Anonymous Newspaper Commenters Subpoenaed In Tax Case
skuzzlebutt writes "In a federal tax case reported in the Las Vegas Review Journal last week, a local businessman has been paying his employees in gold coins instead of cash or ACH, and has reportedly told them that they can only be taxed on the face value of the coinage — not the much higher market value of the metal. The United States disagreed, and brought him up on 57 counts of income tax evasion, tax fraud and criminal conspiracy. The non-authenticated comments section of the original article brought a lot of supporters out of the woodwork, including a few who thought the jury should be hung (literally, procedurally, or figuratively ... pick one). In response, the prosecution has subpoenaed the names of the anonymous commenters, citing fears of jury safety. Or something. The obvious questions of privacy and protected speech aside, for the folks that support the defendant (the newspaper is fighting the subpoena), this also brings back into the spotlight the troll-empowering nature of pseudo-anonymous, non-authenticated boards. If they want to find you, they will; is anonymous commenting still worth it, or is it just too risky for the board owners?"
W T F ????
So the ability to make threats or derogatory comments without having to take responsibility is a basic human right?
When does responsibility for ones actions apply? Or is it a basic human right not be responsible for what one does or says? Or is that only when the subject agreed upon is mutually acceptable for ostracism?
* Winners compare their achievements to their goals, losers compare theirs to that of others.
promote the "Fair Tax".
Under the fair tax this would not have been an issue, since income would have never been taxed. There would have been no way for the payroll company or those being paid to avoid taxes since the collection of those taxes would have been at point of sale of goods. There would also be no reason for tax shelters or any of the other evasion tactics people currently use to pay less income tax.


Directions
Keeping every word the same, return the listing from its first line until the line holding "Image resolution: width=753" has been returned as well.

Supplied material
▼▼▼

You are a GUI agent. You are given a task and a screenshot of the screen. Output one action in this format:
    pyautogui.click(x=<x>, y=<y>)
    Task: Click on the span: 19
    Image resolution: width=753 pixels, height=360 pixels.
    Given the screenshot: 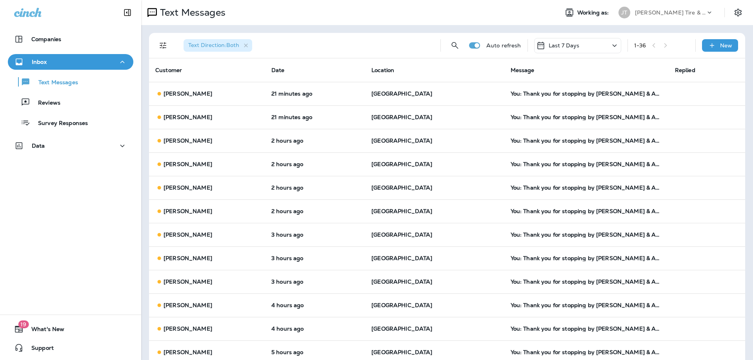 What is the action you would take?
    pyautogui.click(x=23, y=325)
    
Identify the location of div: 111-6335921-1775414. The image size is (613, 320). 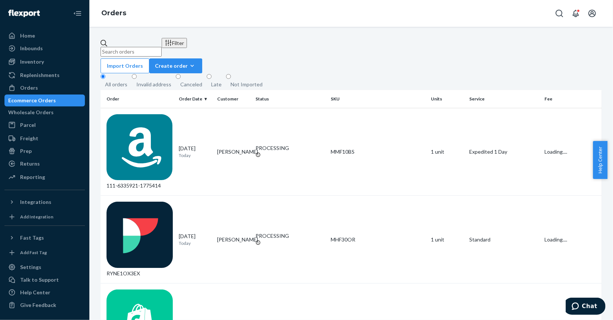
(140, 152).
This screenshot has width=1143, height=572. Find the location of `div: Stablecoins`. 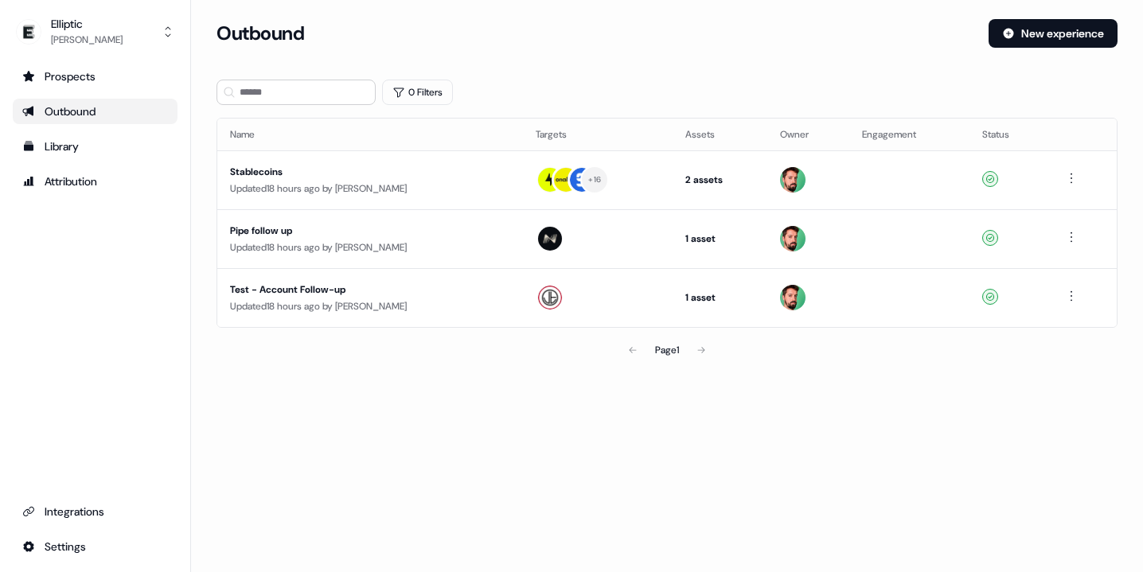

div: Stablecoins is located at coordinates (370, 172).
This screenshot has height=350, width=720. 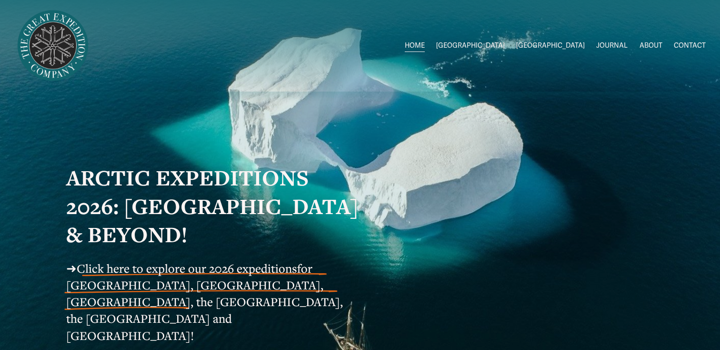 What do you see at coordinates (187, 268) in the screenshot?
I see `a: Click here to explore our 2026 expeditions` at bounding box center [187, 268].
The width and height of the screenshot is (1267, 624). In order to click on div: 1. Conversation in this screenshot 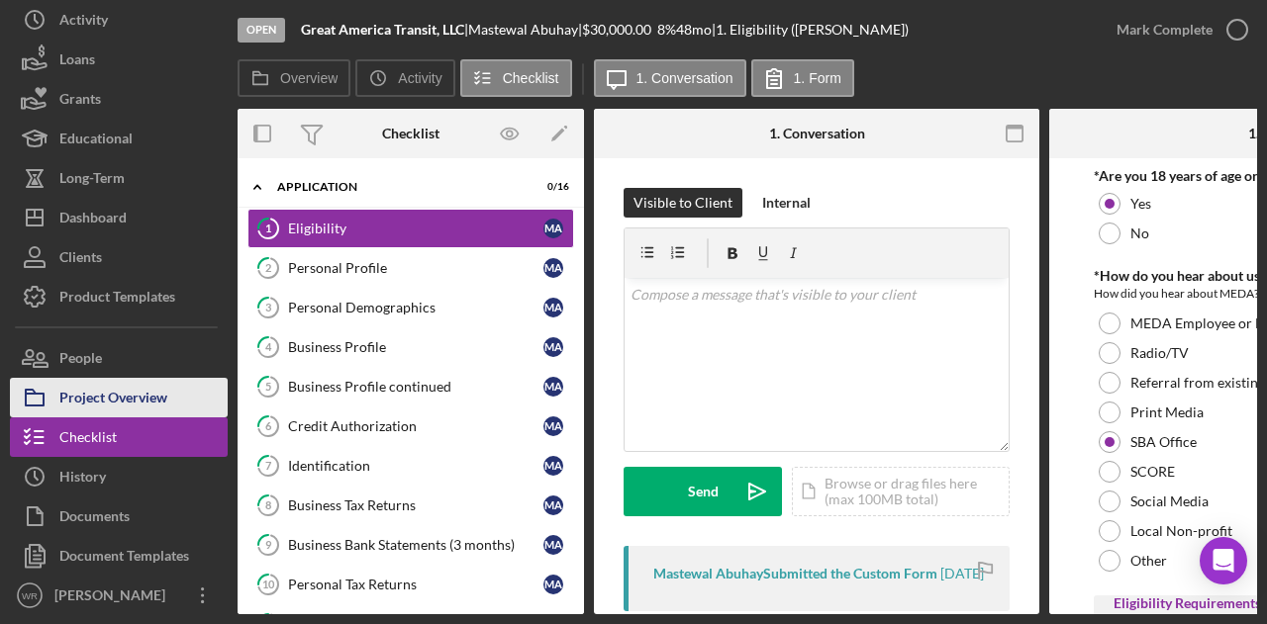, I will do `click(816, 134)`.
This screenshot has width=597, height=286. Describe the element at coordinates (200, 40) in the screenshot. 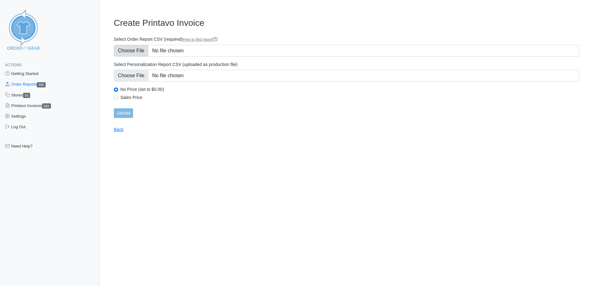

I see `a: How to find report` at that location.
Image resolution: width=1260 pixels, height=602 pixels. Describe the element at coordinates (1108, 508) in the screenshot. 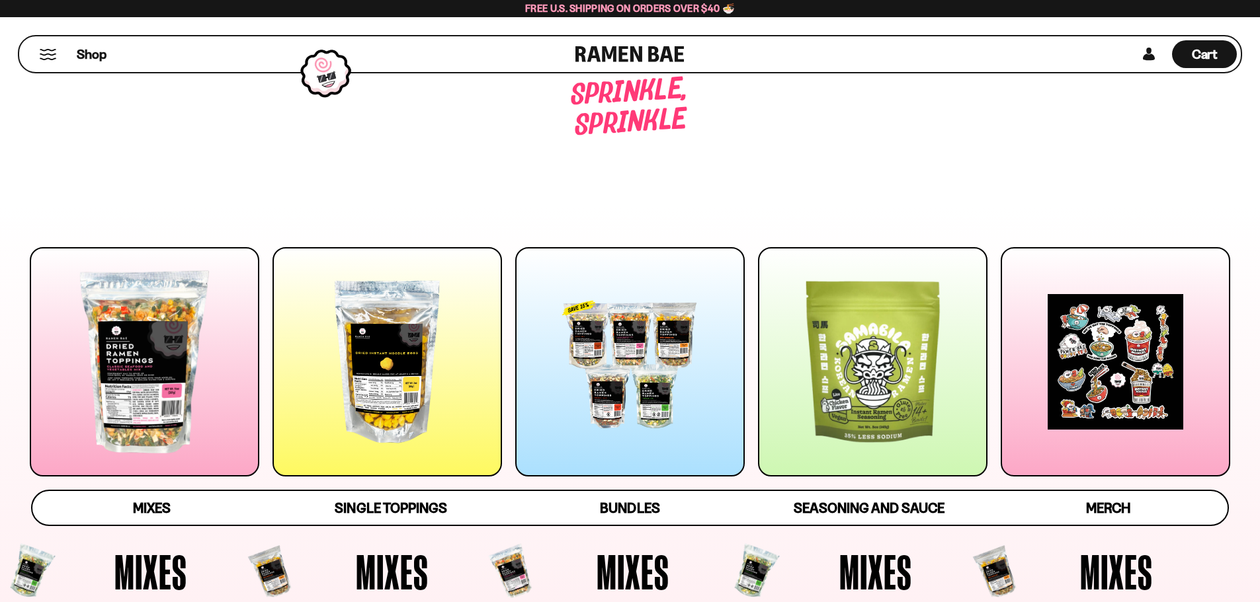

I see `a: Merch` at that location.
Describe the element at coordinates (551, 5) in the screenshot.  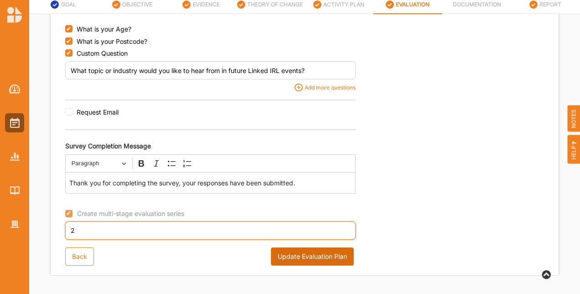
I see `label: REPORT` at that location.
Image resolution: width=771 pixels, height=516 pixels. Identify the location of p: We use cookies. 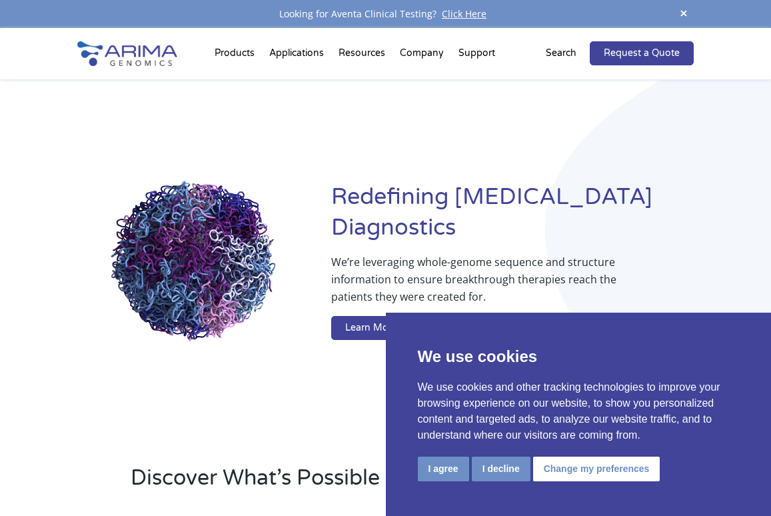
(579, 357).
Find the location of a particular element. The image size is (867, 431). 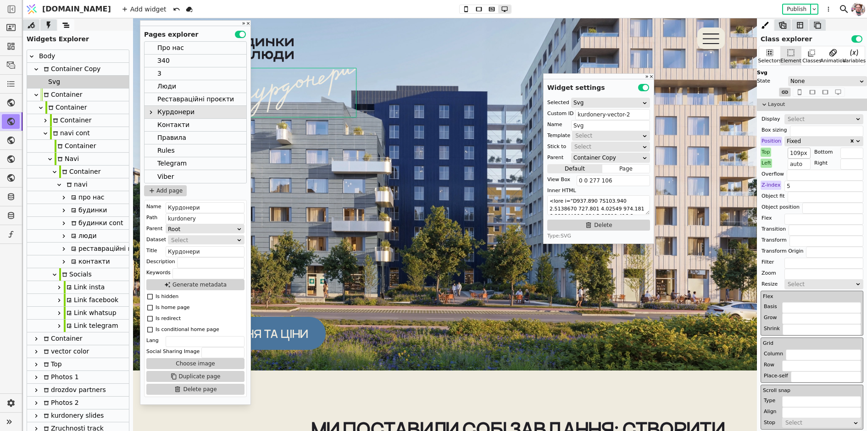

button: Default is located at coordinates (575, 169).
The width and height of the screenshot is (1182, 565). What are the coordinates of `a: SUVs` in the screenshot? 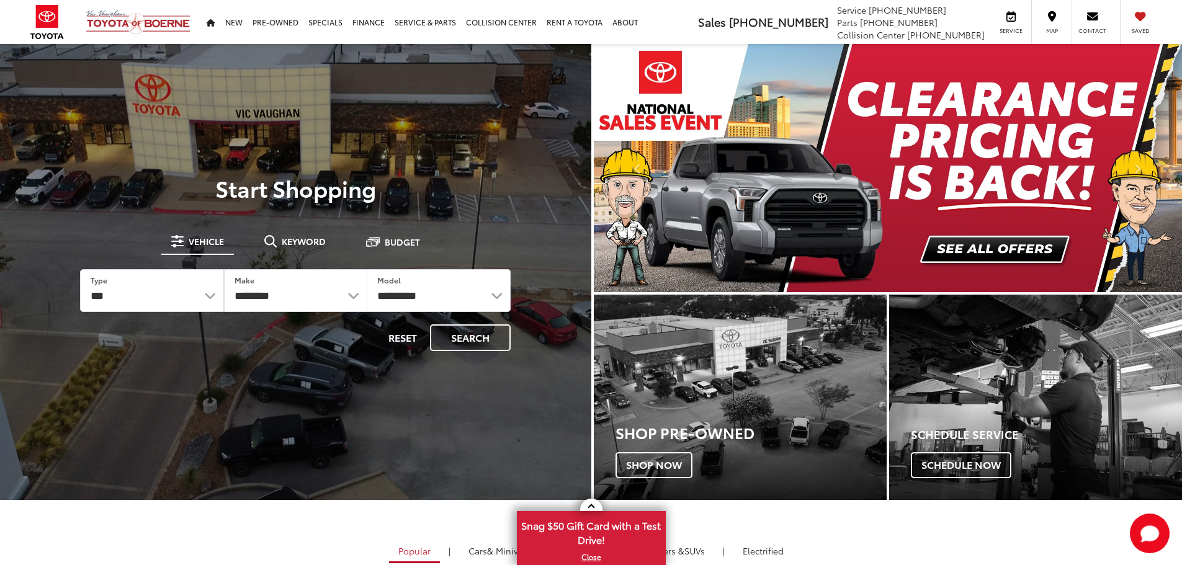 It's located at (667, 551).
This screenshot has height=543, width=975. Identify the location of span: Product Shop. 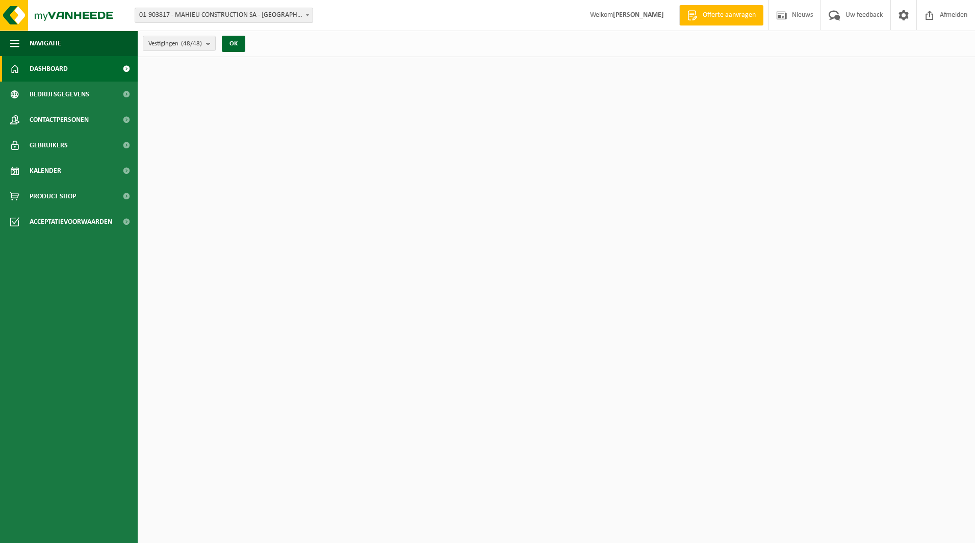
(53, 196).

▲▲▲

Exercise response
You are a GUI agent. You are given a task and a screenshot of the screen. Output one action in this format:
    pyautogui.click(x=<x>, y=<y>)
    Task: Click on the span: 19
    Image resolution: width=753 pixels, height=360 pixels.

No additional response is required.